Billionaires Aren't Charitable
They seriously and very sentimentally set themselves to the task of remedying the evils that they see in poverty, but their remedies do not cure the disease: they merely prolong it… the proper aim is to try and reconstruct society on such a basis that poverty will be impossible.— Oscar Wilde on philanthropists
The Gates Foundation is a prime example of philanthrocapitalism.
As the social justice organization Global Justice Now writes in its research paper Gated Development , the priority of the Gates foundation is to involve business in addressing poverty and inequality.
This isn't a neutral charitable strategy but an ideological commitment to promote neoliberal economic policies and corporate globalization. Big corporations directly benefit in spite of evidence they aren't the solution.
Business, exploitation, and capitalism created inequality and poverty. Remember Microsoft couldn't have flourished without cheap labor and resource extraction.
A fundamental system change and a drastic redistribution of wealth aren't in a billionaire's interest. Performative, business-charity without joggling power structures is.
Besides, the numbers you see billionaires devote to charity are ridiculous if you consider their total wealth.
For example, Bill Gates donated 1.75 billion dollars to COVID-research. That's 1.3% of his net worth.
Jeff Bezos donated $100 million to Feeding America in April 2020. He makes $215 million in a day.
Don't hundreds of millions of dollars still do good, though?
No. Again, billionaires earn their wealth by stealing from and exploiting the poor. Throwing a tiny fraction back doesn't solve anything.
Billionaires Pay Fewer Taxes Than Us
Thanks to ProPublica we know the richest 25 Americans paid a "true tax rate" of 3.4% between 2014 and 2018. Meanwhile, their wealth skyrocketed.
How is that possible?
Easy. Billionaires don't pay income taxes, as they don't have an income. They have capital gains and dividends from investments. In short, their money creates more money, not their labor. The United States taxes this lower than wage income.

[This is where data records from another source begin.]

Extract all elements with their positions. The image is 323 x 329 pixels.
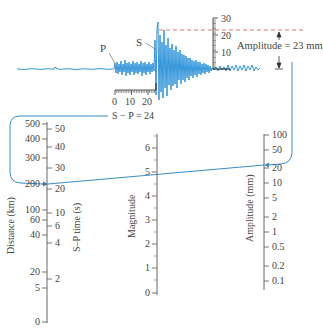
sp-tick-2: 2 [55, 273, 60, 284]
sp-axis-ticks [47, 129, 52, 279]
time-scale [115, 83, 156, 95]
sp-tick-6: 6 [55, 220, 60, 231]
p-wave-label: P [100, 42, 106, 54]
sp-tick-40: 40 [55, 141, 65, 152]
sp-tick-50: 50 [55, 123, 65, 134]
distance-tick-20: 20 [30, 266, 40, 277]
magnitude-tick-1: 1 [145, 262, 150, 273]
magnitude-reading-line [48, 165, 264, 184]
amp-scale-20: 20 [221, 30, 231, 41]
time-scale-0: 0 [112, 96, 117, 107]
amp-scale-10: 10 [221, 47, 231, 58]
magnitude-tick-6: 6 [145, 142, 150, 153]
amplitude-tick-0-1: 0.1 [272, 275, 285, 286]
amplitude-annotation: Amplitude = 23 mm [237, 40, 323, 51]
magnitude-axis-ticks [152, 136, 157, 293]
magnitude-tick-0: 0 [145, 287, 150, 298]
distance-axis-ticks [42, 124, 47, 322]
amp-scale-30: 30 [221, 13, 231, 24]
amplitude-tick-5: 5 [272, 192, 277, 203]
distance-tick-200: 200 [25, 178, 40, 189]
distance-tick-300: 300 [25, 152, 40, 163]
distance-tick-60: 60 [30, 214, 40, 225]
distance-tick-0: 0 [35, 316, 40, 327]
sp-tick-10: 10 [55, 207, 65, 218]
amplitude-tick-20: 20 [272, 162, 282, 173]
nomogram-figure: P S 30 20 10 Amplitude = 23 mm [0, 0, 323, 329]
amplitude-tick-0-2: 0.2 [272, 260, 285, 271]
distance-tick-400: 400 [25, 133, 40, 144]
amplitude-tick-0-5: 0.5 [272, 241, 285, 252]
sp-annotation: S − P = 24 [112, 110, 154, 121]
magnitude-axis-title: Magnitude [126, 194, 137, 238]
amplitude-tick-10: 10 [272, 177, 282, 188]
sp-tick-20: 20 [55, 183, 65, 194]
amplitude-tick-2: 2 [272, 211, 277, 222]
distance-tick-500: 500 [25, 118, 40, 129]
magnitude-tick-4: 4 [145, 190, 150, 201]
amplitude-axis-title: Amplitude (mm) [244, 175, 256, 243]
amplitude-connector-arrowhead [264, 163, 269, 168]
time-scale-20: 20 [142, 96, 152, 107]
magnitude-tick-3: 3 [145, 214, 150, 225]
amplitude-tick-50: 50 [272, 144, 282, 155]
distance-axis-title: Distance (km) [5, 197, 17, 254]
p-leader-line [109, 53, 115, 63]
amplitude-tick-100: 100 [272, 129, 287, 140]
magnitude-tick-2: 2 [145, 238, 150, 249]
amplitude-axis-ticks [264, 135, 269, 281]
s-leader-line [146, 43, 155, 49]
amplitude-tick-1: 1 [272, 226, 277, 237]
time-scale-10: 10 [125, 96, 135, 107]
sp-axis-title: S–P time (s) [71, 203, 83, 252]
sp-tick-4: 4 [55, 237, 60, 248]
s-wave-label: S [136, 36, 142, 48]
distance-tick-5: 5 [35, 282, 40, 293]
distance-tick-40: 40 [30, 229, 40, 240]
sp-tick-30: 30 [55, 162, 65, 173]
seismogram-amplitude-scale [213, 18, 230, 70]
magnitude-tick-5: 5 [145, 166, 150, 177]
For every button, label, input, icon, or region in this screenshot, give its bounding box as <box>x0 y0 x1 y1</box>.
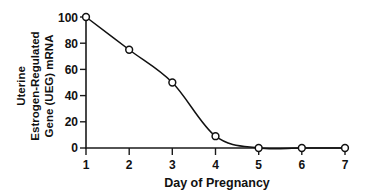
x-tick-label-2: 2 <box>126 158 133 172</box>
y-axis-title-line-1: Uterine <box>15 66 27 106</box>
data-point-markers <box>83 14 349 152</box>
x-axis <box>86 148 348 155</box>
y-axis-tick-labels: 0 20 40 60 80 100 <box>58 11 78 155</box>
uterine-ueg-mrna-line-chart: Uterine Estrogen-Regulated Gene (UEG) mR… <box>0 0 366 193</box>
y-tick-label-20: 20 <box>65 115 79 129</box>
y-axis-title-line-2: Estrogen-Regulated <box>29 31 41 140</box>
x-tick-label-6: 6 <box>298 158 305 172</box>
x-axis-tick-labels: 1 2 3 4 5 6 7 <box>83 158 349 172</box>
x-tick-label-4: 4 <box>212 158 219 172</box>
x-tick-label-1: 1 <box>83 158 90 172</box>
x-axis-title: Day of Pregnancy <box>164 176 270 190</box>
y-tick-label-100: 100 <box>58 11 78 25</box>
x-tick-label-3: 3 <box>169 158 176 172</box>
data-point-day-4 <box>212 133 219 140</box>
y-axis-title: Uterine Estrogen-Regulated Gene (UEG) mR… <box>15 31 55 140</box>
data-point-day-7 <box>342 145 349 152</box>
data-point-day-1 <box>83 14 90 21</box>
chart-page: Uterine Estrogen-Regulated Gene (UEG) mR… <box>0 0 366 193</box>
data-point-day-5 <box>255 145 262 152</box>
x-tick-label-7: 7 <box>342 158 349 172</box>
x-tick-label-5: 5 <box>255 158 262 172</box>
data-series-curve <box>86 17 345 149</box>
y-axis <box>80 17 86 148</box>
y-tick-label-60: 60 <box>65 63 79 77</box>
y-tick-label-80: 80 <box>65 37 79 51</box>
y-tick-label-0: 0 <box>71 141 78 155</box>
data-point-day-6 <box>298 145 305 152</box>
data-point-day-2 <box>126 46 133 53</box>
y-axis-title-line-3: Gene (UEG) mRNA <box>43 35 55 138</box>
y-tick-label-40: 40 <box>65 89 79 103</box>
data-point-day-3 <box>169 79 176 86</box>
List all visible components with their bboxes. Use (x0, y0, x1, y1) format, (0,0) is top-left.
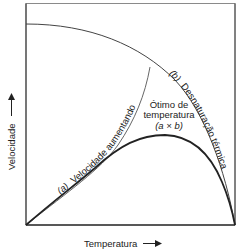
curve-axb-optimum (26, 135, 235, 225)
y-axis-arrow-icon (8, 93, 15, 100)
curve-a-label: (a) Velocidade aumentando (55, 103, 138, 196)
enzyme-temperature-diagram: (b) Desnaturação térmica (a) Velocidade … (0, 0, 241, 249)
x-axis-label: Temperatura (84, 238, 138, 249)
optimum-label-line3: (a × b) (155, 120, 183, 131)
y-axis-label: Velocidade (6, 124, 17, 170)
curve-a-velocity-increasing (26, 67, 150, 225)
optimum-label-line2: temperatura (143, 109, 195, 120)
x-axis-arrow-icon (155, 240, 162, 247)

They further reduce this rate by doing charity and taking deductions for interest payments to credits for business owners, etc.
According to ProPublica, Warren Buffet's wealth grew by $24.3 billion between 2014 and 2018. He paid 0.1% taxes on it.
Meanwhile, Elon Musks' wealth grew by $13.9 billion meanwhile. He paid 3.27% in taxes.
Billionaires Jeopardize Democracy
Amazon, Apple, Facebook, Google, and Microsoft, aka the Frightful Five control everything. They're inescapable. You can opt-out of one or two of them but together they control the entire economy.
Billionaires are some of the most important public figures in the world. At the same time, they're unelected and, therefore, accountable to no one.
However, they're experts in their public image. We see them as charitable people who have our interests in mind and bring society forward through innovation and technology.
At the same time, they do everything to escape taxes, and the local governments we elected to distribute wealth back into society.
Billionaires Don't Give A Fuck
It would cost a few billion dollars to end the world's most painful, aggravating problems, like poverty, homelessness, and famine.
Any billionaire could pick one such problem and halt it tomorrow. Yet, they choose not to.
You think you can be successful and achieve wealth with the right determination and discipline. The truth is, you're only one bad year, one disease, one lost income stream, or one broken MacBook away from complete financial ruin.
You're certainly not one good year away from becoming a billionaire.
Bill Gates couldn't care less, though. Like any billionaire, he doesn't have your best interests at heart. I'll go as far as Jessica Wildfire and say billionaires are high-functioning psychopaths.
They squeeze their workers like lemons for profit while they hoard more money than they could spend in several lifetimes.
Therefore, stop reading about billionaire morning routines. Stop writing about good billionaire habits. Don't look up to them, paint them as role models, and encourage others or yourself to replicate their success.
In short: Don't defend the indefensible.